The Supreme Court nominee seemed to blame the editors—one of whom was his good friend—for crude words on his yearbook page. Judge is also implicated in assault allegations against Kavanaugh.
It’s easy to blame the editors.
Last week, during a hearing before the Senate Judiciary Committee, Brett Kavanaugh suggested his classmates working on the yearbook—and not him—were responsible from the material that appeared on his page. “I think some editors and students wanted the yearbook to be some combination of Animal House, Caddy Shack and Fast Times at Ridgemont High, which were all recent movies at that time,” he told the Senate panel.
One of those editors was Mark Judge, Kavanaugh’s friend whom Christine Blasey Ford has said was in the room when Kavanaugh allegedly sexually assaulted her.
I’ve reviewed several years worth of yearbooks from Georgetown Prep, including 1983,1984, and 1986, the year Supreme Court justice Neil Gorsuch graduated from Prep. In the 1983 yearbook, Judge is listed as “caption editor.” In most cases, the yearbooks follow a similar structure. There are a series of interstitial pages with photos of the year—Winter Ball, pep rallies, campus life— followed by underclassmen photographed in small groups of five or six, organized alphabetically, and then the seniors’ pages. The seniors would submit their pages to the editors of the yearbook, including Judge, who ultimately compiled the book. The resulting product is, in many of the years I reviewed, rather juvenile, as expected, and, at times, overtly misogynistic.
Judge declined to comment for this story through his lawyer. Several other Georgetown Prep yearbook editors did not respond to interview requests.
In 1983, each senior was given a full page in the yearbook where they listed high school accomplishments, and, for some, a litany of inside jokes. Kavanaugh’s yearbook page includes lines such as “100 Kegs or Bust”, “Renate Alumnius” [sic], “Devil’s Triangle”, and “Beach Week Ralph Club.”
“Renate Alumnius” refers to Renate Schroeder Dolphin, a young woman from a nearby Catholic girls’ school, and a handful of football players at Prep’s “unsubstantiated boasting” about their sexual conquests with her, according to the New York Times. Kavanaugh has denied that interpretation of the note on his and 13 other pages in the yearbook, but a handful of classmates argued to the Times that it was, in fact, meant in a disrespectful way. And, for her part, Dolphin told the Times, “I can’t begin to comprehend what goes through the minds of 17-year-old boys who write such things, but the insinuation is horrible, hurtful and simply untrue. I pray their daughters are never treated this way.”
The uncouth and sexist tone of the yearbooks, year after year, was ubiquitous enough that it suggests more of an intentional theme than the isolated actions of a handful of yearbook editors. In 1984, the year after Kavanaugh and Judge graduated, for example, captions read things like, “some girls will do ANYTHING to go to a Prep dance!”; and “good friends always share” next to a photo of a young woman sandwiched between two Prep students with their arms around her.

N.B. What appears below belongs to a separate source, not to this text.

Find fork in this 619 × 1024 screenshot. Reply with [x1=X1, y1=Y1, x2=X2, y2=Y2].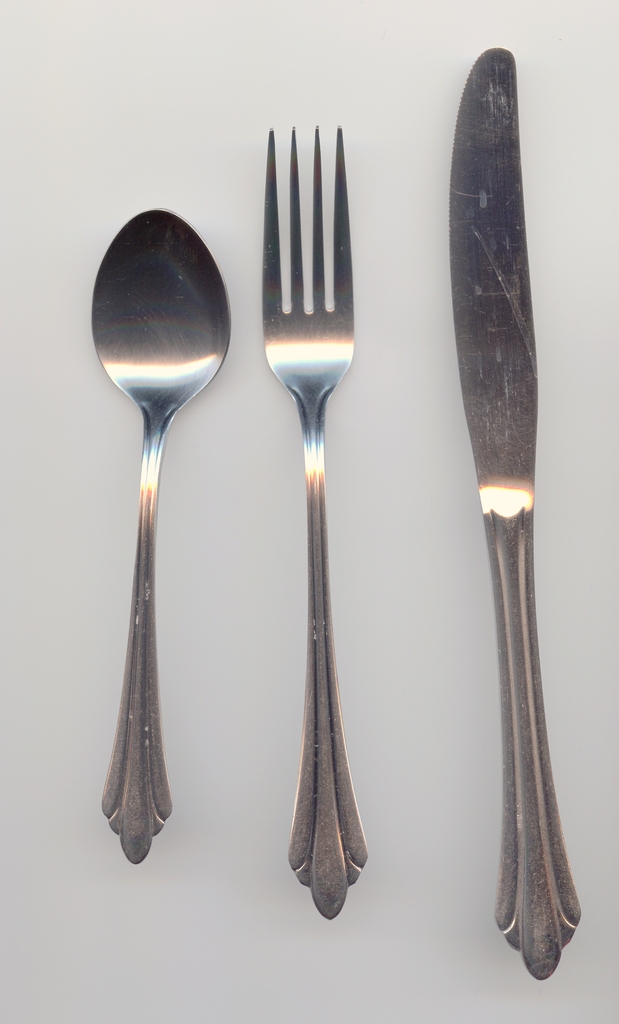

The captions on the interstitial pages—things, in 1983, like, “Do these guys beat their wives,” next to a photo of Prep students—were Judge’s responsibility. But, as one Georgetown Prep alum told me, they are broadly reflective of the general senses of humor of the student body—at least the “popular” kids. He asked to remain anonymous because he didn’t want former classmates to know he shared the yearbooks with a reporter.
Kavanaugh was a part of that crew: The captain of the basketball team, a staple of parties—which were home of, as many former classmates have said, heavy drinking. Of course, there were those in the Prep community who did not take part in those activities, as the Prep alumnus I spoke with told me, however, this person says drinking was pervasive among the crowds Kavanaugh hung out in.
For its part, Georgetown Prep has tried to distance itself from the culture many 80s alumni have described and which it argues the media is covering, “in pursuit of their own agenda,” without mentioning Kavanaugh specifically. “It is demonstrably false that such behavior or culture is tolerated, still less encouraged, at Georgetown Prep,” the institution said in a statement last week. The school did not return a request for further comment.
Regardless of the school’s potential cultural flaws, however, one particularly striking back and forth during last week’s hearing, between Senator Sheldon Whitehouse and Kavanaugh, stands out:
Kavanaugh’s attempt to distance himself from his words by allowing that, perhaps, the editors could have changed what he submitted is understandable. However, to blame the editors is, in part, to blame his friend—and any legitimate attempt to distance himself from those words comes off as empty when that close relationship is taken into account.
During the Senate hearing, what began as an attempt to resolve whether or not Kavanaugh was party to a misogynistic culture that lent itself to the potential of sexual assault, morphed into a discussion about whether he would be honest about his own words and actions, or try push the responsibility onto others.